Another important factor is time, -and striclty spoken- it results to be impossible to assimilate reality in a real time relation, because there is an organic process involved that makes me severely question everything related to reality as such.

 

I have seen and experienced trough my artistic work (and therefore in my life) that I am able to reduce this noise in order to achieve introspection that intensifies the relation between consciousness and matter.

 

My pieces are probably small mental exercises packed into aestetic or even playful experiences that do not aim for an educational essence but in it's best case scenario somehow shift ones perception about our individual and collective existence.

 

FREQUENTLY ASKED QUESTIONS:

 

 

This image is a partial screenshot from my Google Browser.
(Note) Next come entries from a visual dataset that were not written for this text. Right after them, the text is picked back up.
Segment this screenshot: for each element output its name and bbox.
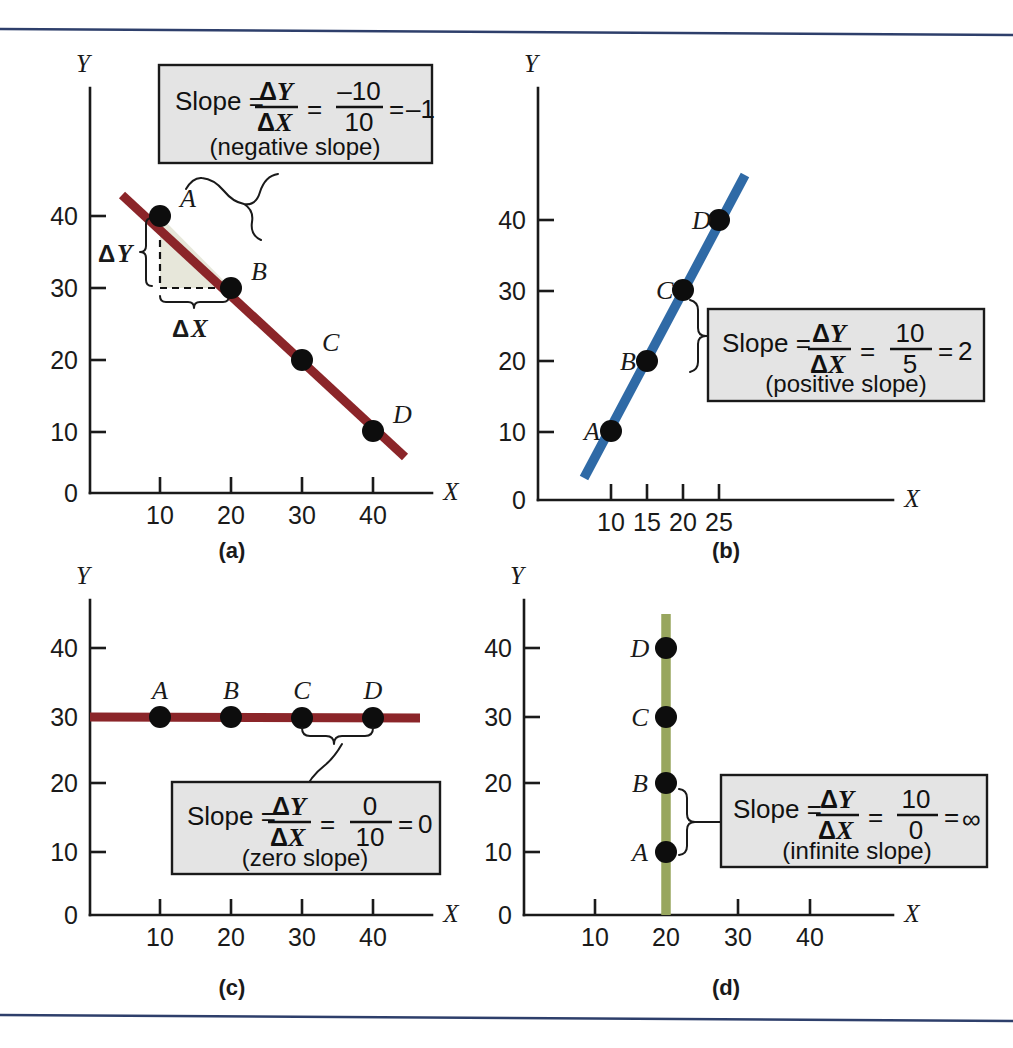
panel-d-point-label-D: D xyxy=(630,634,650,663)
panel-b-x-axis-title: X xyxy=(903,485,921,512)
panel-a-x-label-40: 40 xyxy=(359,501,387,529)
panel-d-point-label-C: C xyxy=(631,703,649,732)
panel-a-formula-den1-delta: Δ xyxy=(257,108,275,136)
panel-d-x-label-20: 20 xyxy=(652,923,680,951)
panel-b-y-label-10: 10 xyxy=(498,418,526,446)
panel-b-y-label-30: 30 xyxy=(498,277,526,305)
panel-a-point-label-C: C xyxy=(322,328,340,357)
panel-b-point-B xyxy=(636,350,658,372)
panel-c-point-C xyxy=(291,707,313,729)
panel-b-x-label-25: 25 xyxy=(705,508,733,536)
panel-a-x-label-30: 30 xyxy=(288,501,316,529)
panel-d-x-label-10: 10 xyxy=(581,923,609,951)
panel-d-origin-label: 0 xyxy=(498,901,512,929)
panel-a-y-label-40: 40 xyxy=(50,202,78,230)
panel-d-point-label-A: A xyxy=(630,838,648,867)
panel-c-formula-result: 0 xyxy=(418,809,432,839)
panel-d-point-D xyxy=(655,637,677,659)
panel-c-point-D xyxy=(362,707,384,729)
panel-c-x-label-20: 20 xyxy=(217,923,245,951)
panel-d-x-label-30: 30 xyxy=(724,923,752,951)
panel-a-delta-x-label-var: X xyxy=(190,315,209,342)
panel-d-y-label-40: 40 xyxy=(484,634,512,662)
panel-c-formula-note: (zero slope) xyxy=(242,844,369,871)
panel-c-x-label-30: 30 xyxy=(288,923,316,951)
panel-a-point-A xyxy=(149,205,171,227)
panel-c-origin-label: 0 xyxy=(64,901,78,929)
panel-a-delta-x-label: Δ xyxy=(172,315,189,342)
panel-b-formula-eq2: = xyxy=(938,336,953,366)
panel-a-point-B xyxy=(220,277,242,299)
panel-d-formula-eq2: = xyxy=(944,802,959,832)
slope-figure: Y X 40 30 20 10 0 10 20 30 40 Δ Y Δ xyxy=(0,0,1013,1048)
panel-c-y-label-40: 40 xyxy=(50,634,78,662)
panel-a-y-label-30: 30 xyxy=(50,274,78,302)
panel-d-y-label-30: 30 xyxy=(484,703,512,731)
panel-b-point-D xyxy=(708,209,730,231)
panel-c-caption: (c) xyxy=(219,975,246,1000)
panel-c-y-label-10: 10 xyxy=(50,838,78,866)
panel-a-caption: (a) xyxy=(219,538,246,563)
panel-b-formula-eq1: = xyxy=(860,336,875,366)
panel-b: Y X 40 30 20 10 0 10 15 20 25 A B C D xyxy=(498,50,984,563)
panel-a-formula-num2: –10 xyxy=(337,76,380,106)
panel-b-formula-result: 2 xyxy=(958,336,972,366)
panel-b-caption: (b) xyxy=(712,538,740,563)
panel-a-delta-x-brace xyxy=(160,296,229,308)
panel-d-point-A xyxy=(655,841,677,863)
panel-b-formula-num1-delta: Δ xyxy=(812,319,830,347)
panel-c-point-label-A: A xyxy=(150,676,168,705)
panel-d-formula-lead: Slope = xyxy=(733,794,822,824)
panel-c-y-axis-title: Y xyxy=(76,562,93,589)
panel-a-point-label-B: B xyxy=(251,257,267,286)
panel-b-point-label-D: D xyxy=(691,206,711,235)
panel-c-formula-lead: Slope = xyxy=(187,801,276,831)
panel-a: Y X 40 30 20 10 0 10 20 30 40 Δ Y Δ xyxy=(50,50,460,563)
panel-b-x-label-10: 10 xyxy=(597,508,625,536)
panel-d-y-axis-title: Y xyxy=(510,562,527,589)
panel-c-x-label-40: 40 xyxy=(359,923,387,951)
panel-a-x-label-20: 20 xyxy=(217,501,245,529)
panel-d-point-label-B: B xyxy=(632,769,648,798)
panel-a-origin-label: 0 xyxy=(64,479,78,507)
panel-d-y-label-20: 20 xyxy=(484,769,512,797)
panel-c: Y X 40 30 20 10 0 10 20 30 40 A B C D Sl… xyxy=(50,562,460,1000)
panel-c-formula-eq2: = xyxy=(398,809,413,839)
panel-a-formula-eq1: = xyxy=(307,94,322,124)
panel-d-formula-note: (infinite slope) xyxy=(782,837,931,864)
panel-a-formula-note: (negative slope) xyxy=(210,133,381,160)
panel-b-point-label-C: C xyxy=(656,276,674,305)
panel-d-point-C xyxy=(655,706,677,728)
panel-a-y-label-20: 20 xyxy=(50,346,78,374)
panel-b-formula-lead: Slope = xyxy=(722,328,811,358)
panel-a-delta-y-label: Δ xyxy=(98,240,115,267)
panel-c-point-A xyxy=(149,706,171,728)
panel-c-point-label-B: B xyxy=(223,676,239,705)
panel-c-formula-eq1: = xyxy=(320,809,335,839)
panel-c-x-label-10: 10 xyxy=(146,923,174,951)
panel-b-formula-num1-var: Y xyxy=(830,319,848,348)
panel-b-y-label-40: 40 xyxy=(498,206,526,234)
panel-a-x-axis-title: X xyxy=(442,478,460,505)
panel-d-point-B xyxy=(655,772,677,794)
panel-b-formula-note: (positive slope) xyxy=(765,370,926,397)
panel-d: Y X 40 30 20 10 0 10 20 30 40 A B C D Sl… xyxy=(484,562,987,1000)
panel-d-caption: (d) xyxy=(712,975,740,1000)
panel-c-point-label-D: D xyxy=(363,676,383,705)
panel-a-point-label-D: D xyxy=(392,400,412,429)
panel-d-formula-num1-delta: Δ xyxy=(820,785,838,813)
panel-d-x-axis-title: X xyxy=(903,900,921,927)
panel-c-point-label-C: C xyxy=(293,676,311,705)
panel-a-y-label-10: 10 xyxy=(50,418,78,446)
panel-a-point-D xyxy=(362,420,384,442)
panel-d-formula-eq1: = xyxy=(868,802,883,832)
panel-a-data-line xyxy=(122,195,405,457)
panel-c-x-axis-title: X xyxy=(442,900,460,927)
panel-d-y-label-10: 10 xyxy=(484,838,512,866)
bottom-rule xyxy=(0,1015,1013,1021)
panel-b-y-axis-title: Y xyxy=(524,50,541,77)
panel-b-point-label-B: B xyxy=(620,347,636,376)
panel-a-delta-y-brace xyxy=(140,218,152,286)
panel-a-point-C xyxy=(291,349,313,371)
panel-c-formula-num2: 0 xyxy=(363,791,377,821)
No copyright infringment intended, click image for details.

The following (frequent) questions are reflecting what people ask most via Google, beginning with:

"why is art ___________?". The gap represents what is asked most in english.

 

 

Q: Why is art important (to society)?

 

A: Good artwork instantly communicates with spectators wether on an aestetic level, by concept or by interactivity.

These connections expand socially driven boundaries and limits, which I translate into the most direct way of evolution.

 

In conclusion: I consider art to be very important because it helps us as a society to evolve more efficently.

 

 

Q: Why is art education important?

 

A: Few governments consider art NOT to be important.

The countries neglecting art in education and the reasons for it are very easy to spot.

 

I never went to art school, but I am convinced that being informed about art helps people to make better decicions in life. For a starter you get to know yourself and your tastes. 

 

 

Q: Why is art so expensive?

 

A: Never confuse expensive art to be automatically good.

It's just a mirror for an artists (and gallerists) ability to move succesfully in a market that is very money driven and utterly hermetic (way less than 2% of US population are artists and around 1% of them are represented by a gallery*).

Or let's put it the other way around: Affordable art is not necessarily bad, but sometimes it tends to be.

What art buyers must consider is the long way it takes for an artist to establish his/her work. Failure and unsuitable work are as much part of the game as are masterpieces.

 

I like a lot an artist friends point of view who sometimes offers his pieces for free, but not without written explanation by the individual, museum or collection, who tries to purchase it. As a consequence art production is made with a whole different approach to life and is beneficially reduced to a basic human need.

 

As long as I can keep up my quality work as an artist and sustain my family by doing so, money is a detail that owns very little space in my heart.